### WHAT YOU WILL DO:
Pull out of the data below the stretch of lines bounded by the one containing "You are a GUI" and the one containing "Image resolution: width=708", both bounds included, unchanged.
** Opening RECORDED DATA block **
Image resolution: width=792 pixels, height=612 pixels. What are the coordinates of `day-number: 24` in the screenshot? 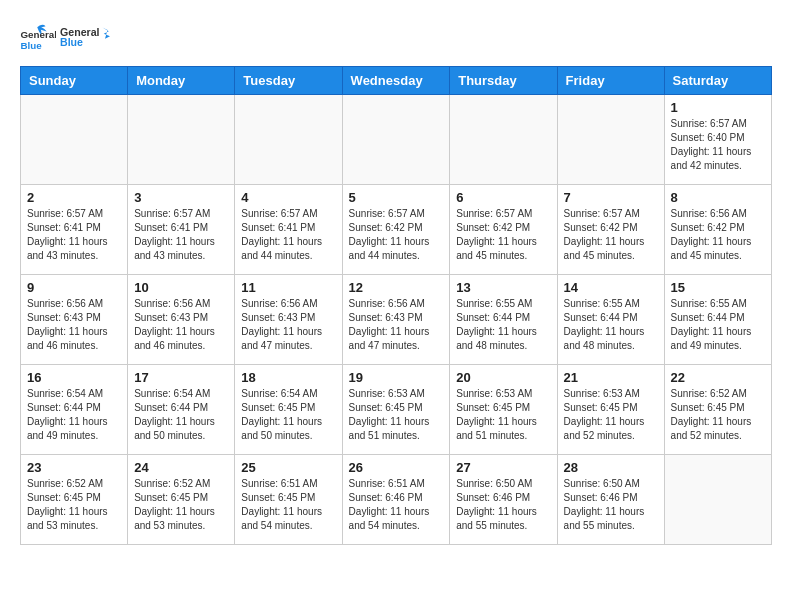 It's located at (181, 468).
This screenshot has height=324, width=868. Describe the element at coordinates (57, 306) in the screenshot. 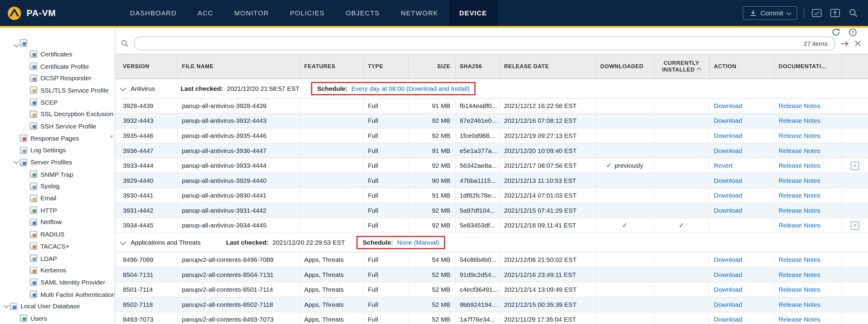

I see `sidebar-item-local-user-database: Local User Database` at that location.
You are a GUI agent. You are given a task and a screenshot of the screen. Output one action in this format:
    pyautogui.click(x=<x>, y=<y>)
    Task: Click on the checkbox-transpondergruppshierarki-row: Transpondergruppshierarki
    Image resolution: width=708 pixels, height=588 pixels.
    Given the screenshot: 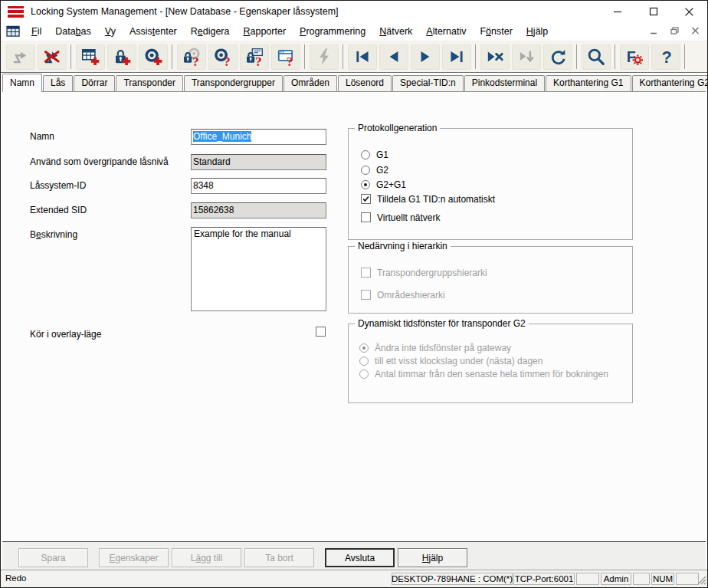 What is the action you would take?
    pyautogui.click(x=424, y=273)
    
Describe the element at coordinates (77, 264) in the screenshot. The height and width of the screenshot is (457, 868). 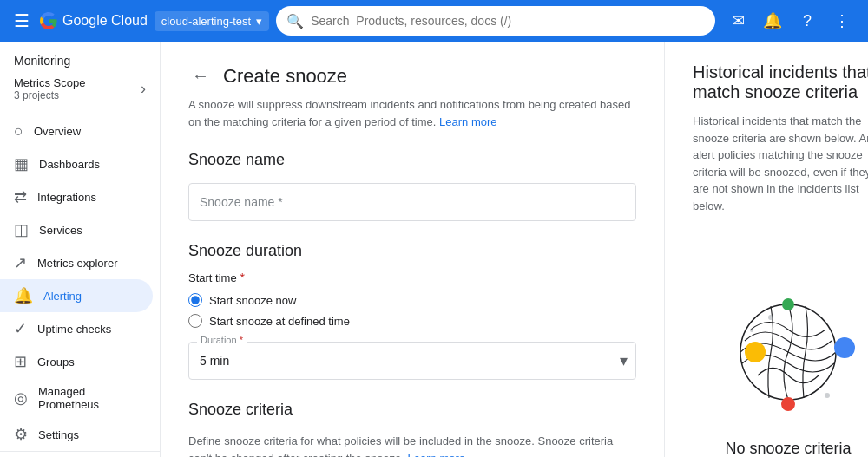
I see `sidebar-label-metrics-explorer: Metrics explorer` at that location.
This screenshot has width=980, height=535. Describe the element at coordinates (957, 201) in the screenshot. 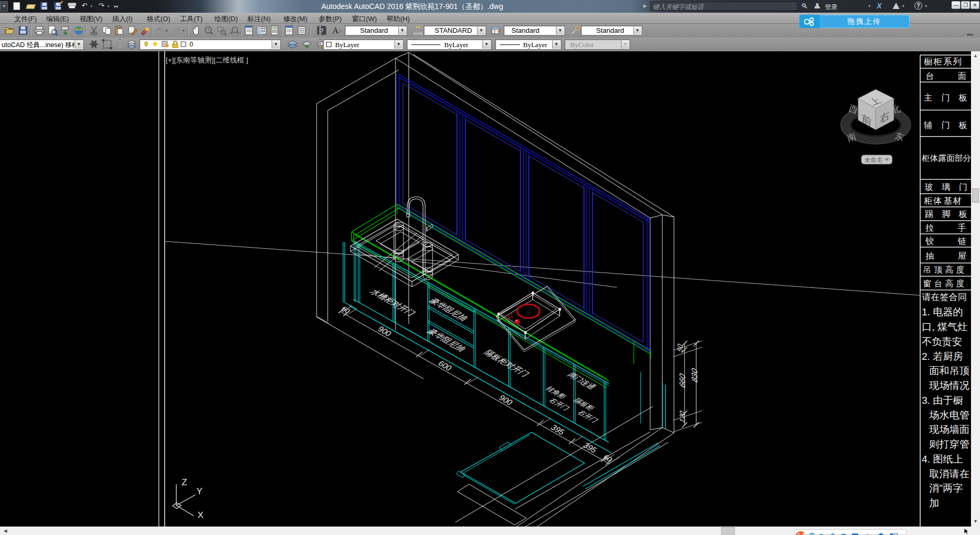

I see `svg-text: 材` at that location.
** Closing RECORDED DATA block **
### ANSWER TO THIS EXERCISE:
You are a GUI agent. You are given a task and a screenshot of the screen. Output one action in this format:
    pyautogui.click(x=<x>, y=<y>)
    Task: Click on the checkbox-transpondergruppshierarki-row: Transpondergruppshierarki
    Image resolution: width=708 pixels, height=588 pixels.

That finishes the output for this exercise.